@1kylehill You are correct. In bulb mode, using a remote, you have to hold the button down, and when you release it closes the shutter. Unless you have a remote, with a "hold" button. Which mine does, you can depress the button, then slide it up and it locks it on. An intervalometer works on the same premise. It can "hold" the shutter open for whatever it is set to.
@GNDxero if I'm not mistaken the 'bulb' setting allows you to hold the shutter open as long as you want, without using a remote you need to physically hold the shutter button down as long as you want the shutter to be open then to close the shutter release the button, you can do the same with a remote but not have to hold the button.. sorry.. I don't know the specifics but this is what I've read on Nikon's web site, yes, I'm a Nikon user, hope this helps..
@ElectrifyPhotography The Bulb mode doesn't work while using the built-in intervalometer, so 30secondes is all what you can get as a max exposure unless you're using an external intervalometer!
@ElectrifyPhotography So you're saying that if i wanted a 30min time lapse i would have to stand there and hold the button the entire time? Cause thats what i pictured in my head when you said that.
@ElectrifyPhotography@tmick990990 Well, you'd have to hold the shutter every interval, that would be a lot of work. I've taken timelapses with 15,000 pictures! Here's what I got. Go up and check my description. I've put a link to it.
@GNDxero You could actually record each exposure longer by using bulb mode.

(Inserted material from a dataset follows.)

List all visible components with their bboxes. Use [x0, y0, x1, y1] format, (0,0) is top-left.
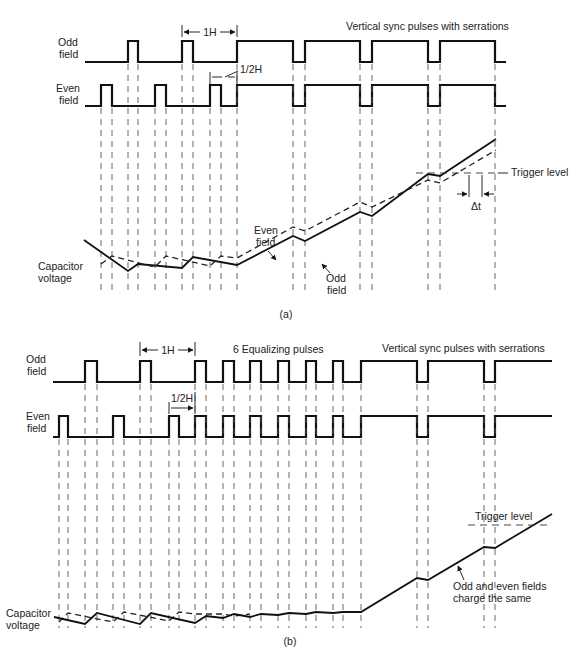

The only problem is you need to keep the shutter depressed for the full time or use a cable release.
@1kylehill You are correct. In bulb mode, using a remote, you have to hold the button down, and when you release it closes the shutter. Unless you have a remote, with a "hold" button. Which mine does, you can depress the button, then slide it up and it locks it on. An intervalometer works on the same premise. It can "hold" the shutter open for whatever it is set to.
GNDxero 4 days ago
@GNDxero if I'm not mistaken the 'bulb' setting allows you to hold the shutter open as long as you want, without using a remote you need to physically hold the shutter button down as long as you want the shutter to be open then to close the shutter release the button, you can do the same with a remote but not have to hold the button.. sorry.. I don't know the specifics but this is what I've read on Nikon's web site, yes, I'm a Nikon user, hope this helps..
1kylehill 4 days ago
@GNDxero what Canon camera you use ??
XavierNuke 2 weeks ago
btw, anyone know where this song is from?
Vnix 2 weeks ago
beautiful.
Vnix 2 weeks ago
@ElectrifyPhotography The Bulb mode doesn't work while using the built-in intervalometer, so 30secondes is all what you can get as a max exposure unless you're using an external intervalometer!
PhotoEasel 4 weeks ago
@ElectrifyPhotography So you're saying that if i wanted a 30min time lapse i would have to stand there and hold the button the entire time? Cause thats what i pictured in my head when you said that.
tmick990990 1 month ago
@GNDxero So you just take multiple 30sec exposures and then use software to edit it all together right? Thanks again!
tmick990990 1 month ago
@ElectrifyPhotography @tmick990990 Well, you'd have to hold the shutter every interval, that would be a lot of work. I've taken timelapses with 15,000 pictures! Here's what I got. Go up and check my description. I've put a link to it.
GNDxero 1 month ago
@GNDxero You could actually record each exposure longer by using bulb mode. The only problem is you need to keep the shutter depressed for the full time or use a cable release.